Mohawk College recycling single-use masks
Face-coverings have been recycled into composite lumber, outdoor furniture and rubber pellets
Although the mask mandate has been lifted, disposable personal protective equipment (PPE) continues to litter Hamilton streets, campuses and public places.
The COVID-19 pandemic has generated over 87,000 tonnes of health-care waste, most of it coming from single-use masks, a World Health Organization report said.
Mohawk College has figured out a way to recycle one-time-use masks into composite lumber, outdoor furniture or rubber pellets.
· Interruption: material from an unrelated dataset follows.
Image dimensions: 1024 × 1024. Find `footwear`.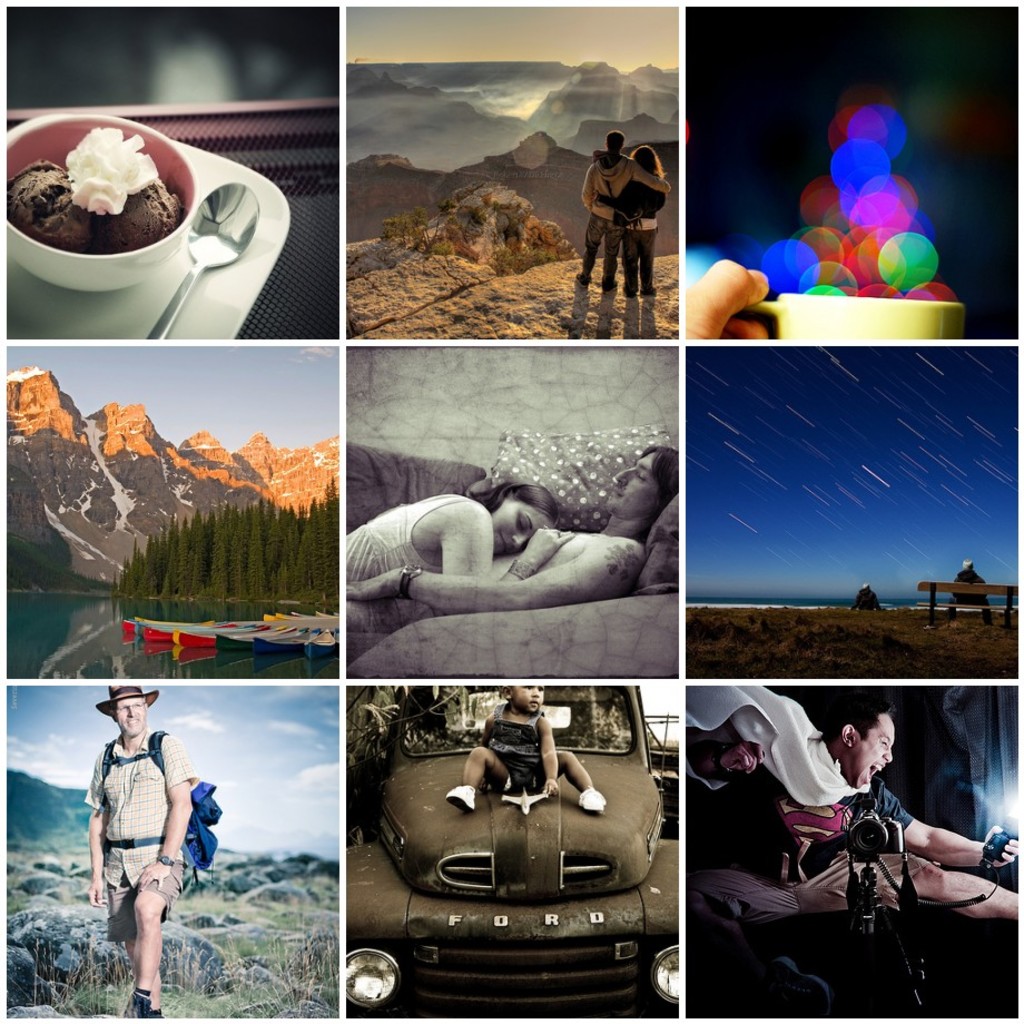
Rect(609, 284, 630, 293).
So far, the college has diverted more than 260,000 masks.
Allison Maxted, manager of the sustainability office at Mohawk, told The Spectator that the initiative to recycle masks was pitched by a student during the yearly sustainability campaign in 2021.
“As an institution that is committed to sustainability, we jumped on
the opportunity,” she said, placing zero-waste cardboard boxes around the campus and exits, and encouraging people to use them.
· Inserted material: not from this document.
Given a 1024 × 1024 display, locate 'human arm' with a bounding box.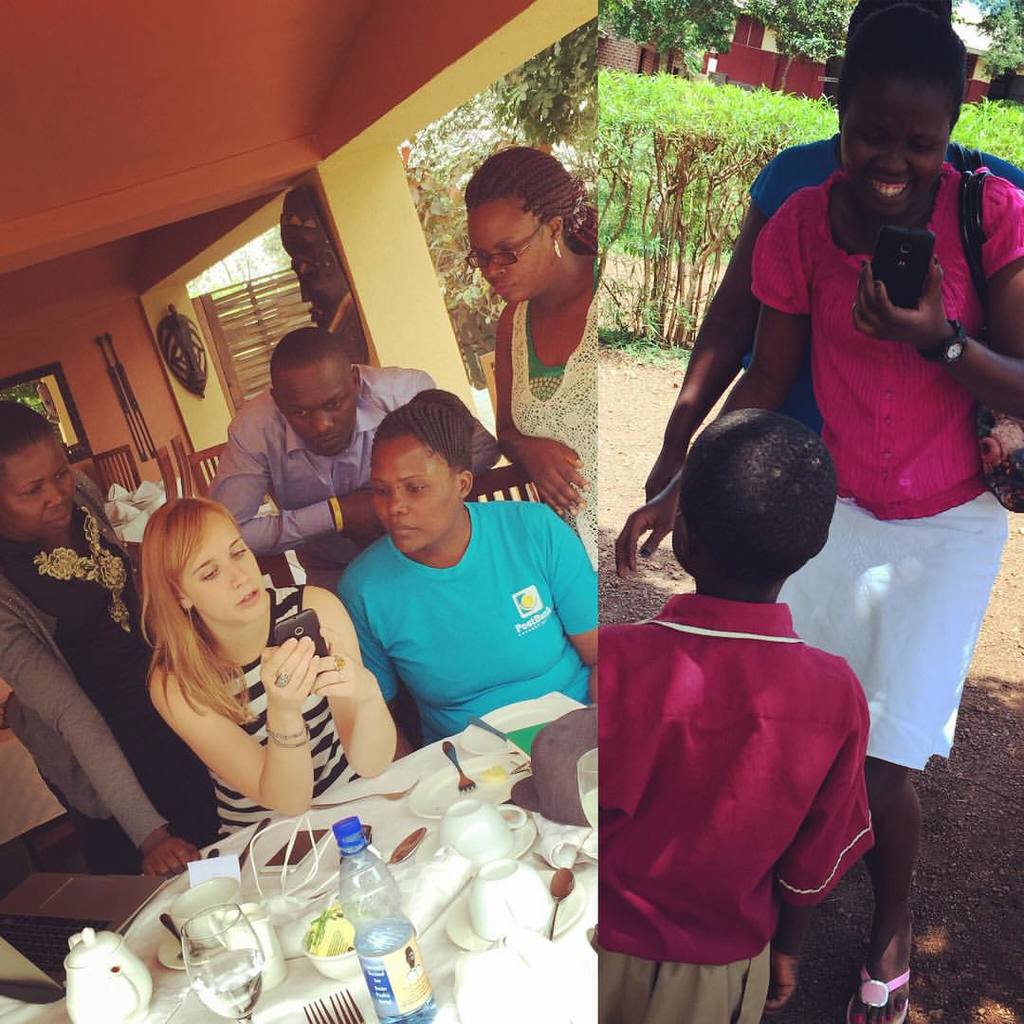
Located: <region>844, 178, 1023, 415</region>.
Maxted shared how frustrating it was to see used masks going in the garbage as the community focused on safety during the pandemic.
“We felt a responsibility to respond to that and do something about it,” Maxted said.
She added, “We know that the impact is limited in terms of all the waste that has been created on the
planet, but we’ve tried to do our part.”
Once the cardboard boxes are filled with used masks, they’re kept in quarantine for 72 hours before they get shipped to TerraCycle, a private company in New Jersey with which Mohawk has partnered, Maxted said.
The company then stores the boxes for another 72 hours before disassembling the masks.
The larger covering part of the masks — made of plastic — gets recycled into composite lumber or outdoor furniture, Maxted said. The elastic loops of the masks are turned into rubber pellets or rubberized playground surfaces, while the metal nose pieces are melted down for different metal products.
The pilot project, initially funded by Mohawk’s sustainability initiative fund, has spent more than $30,000 on mask recycling.
The funding is now covered by Mohawk’s COVID-19 expenses.
Maxted noted the college is going to continue the project and encourage people to dispose their used masks in the placed boxes.
McMaster University also partnered with a British Columbiabased company, Vitacore, to launch a recycling program for single-use masks in 2021. The institution has established ways to melt down masks, converting them into pellets, which can be used as plastic-reinforced concrete.
As an institution that is committed to sustainability, we jumped on the opportunity.